What Proposition A is really about

Jake RosenfeldJake Rosenfeld, associate professor of sociology in Arts & Sciences

 

 

This week Missouri voters will have a chance to weigh in on an issue that has generated overheated rhetoric – and bundles of dollars – from both sides. Proposition A, the state’s “right to work” bill, is on the August ballot.

Proponents argue that companies are reluctant to invest in the state absent Proposition A’s enactment. They have provided no evidence for the claim, because none exists. After all, Mississippi, Alabama, and neighboring Arkansas are all “right to work” states, but none are the engines of economic prosperity “right to work” supporters promise us. All three rank high in poverty and low in household income, not a combination most Missouri voters would desire. Further north, workers in “right to work” Wisconsin earn $2 less per hour than workers in non-“right to work” Minnesota. Unemployment rates in both states basically the same.

Does “right to work” cause higher poverty and low wage growth?

Not directly. What these laws do is hurt labor unions by allowing workers in unionized workplaces to enjoy all the benefits of union membership without having to incur any of the cost. Unions lose members, and, with them, revenue, reducing the power of organized labor to combat corporate interests in our economy and politics.

A large and growing body of research finds that a weakened labor movement does directly lead to lower wage growth, higher poverty, and, in general, a two-tiered economy decisively tilted toward the interests of the richest among us.

And the disappearance of unions from so many sectors hasn’t just hurt the wages and working conditions of formerly unionized workers. It has also lowered the wages of workers who didn’t belong to a union in the first place. That’s important, because even at the labor movement’s peak in the U.S. and here in Missouri, the majority of workers weren’t unionized.

Forthcoming research by Patrick Denice and myself finds that non-union, private sector workers – that is, most of us – would earn substantially more if unions were as strong today as they were in the late-1970s. Among non-union men working fulltime in the private sector, our calculations suggest annual pay would be approximately $3,170 higher had unionization rates not tumbled from the 1970s on. Among non-union, fulltime women workers in the private sector, annual wages would be $935 higher absent union decline.

These positive “spillover” effects are especially large in occupations where organized labor still retains a sizable presence in Missouri, like construction. A typical construction worker in Missouri earns $24/hour, $7 more than the state’s median hourly wage.

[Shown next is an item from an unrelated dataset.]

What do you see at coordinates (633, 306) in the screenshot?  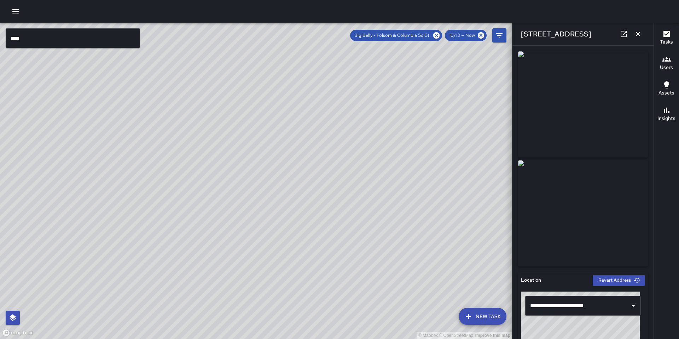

Construction is increasingly the exception to the nonunion norm. Currently, fewer than 1 in 10 Missourians in the private sector belong to a labor union. That’s down from about 1 in 4 back in the early 1980s. If there is one thing we do know from other states’ history, passage of Proposition A will reduce union memberships even further. And research shows what to expect when that happens: stagnant wages for average workers, greater riches for corporate owners.

And that’s exactly the point. If the proponents of Proposition A practiced truth in advertising, they would tell you the aim of their measure is to further weaken an already beleaguered labor movement. Why don’t they? Because, contrary to conventional wisdom, unions remain popular, surprisingly so given all the negative press and political hits they have taken over the recent past. According to a 2017 Gallup poll, over 60% of U.S. adults approve of labor unions. Far more Americans say unions should have more influence in this country rather than less. Younger Americans, in particular, approve of what unions do: two-thirds of those aged 18 to 34 support them.

A recent survey by a team of researchers at MIT provides union leaders and union supporters even more grounds for optimism. The researchers asked non-union, non-managerial workers whether they would support a unionization drive at their workplace. Half of the respondents replied yes, revealing a huge pent up demand for workplace representation.

Union opponents stymie that demand through a range of tactics. “Right to work” is a tried-and-true one, despite claims that Proposition A is really about economic competitiveness. Proposition A is really about union busting and politics. When Missourians head to the polls on August 7, they should know what they are voting on. This is not a bill aimed to unleash economic dynamism throughout the state. To the extent supporters believe it is, they are misguided. At heart, it’s a bill aimed squarely at those few labor unions that still remain, and it aims to defang a core set of organizations advocating on behalf of average workers, union and non-union alike.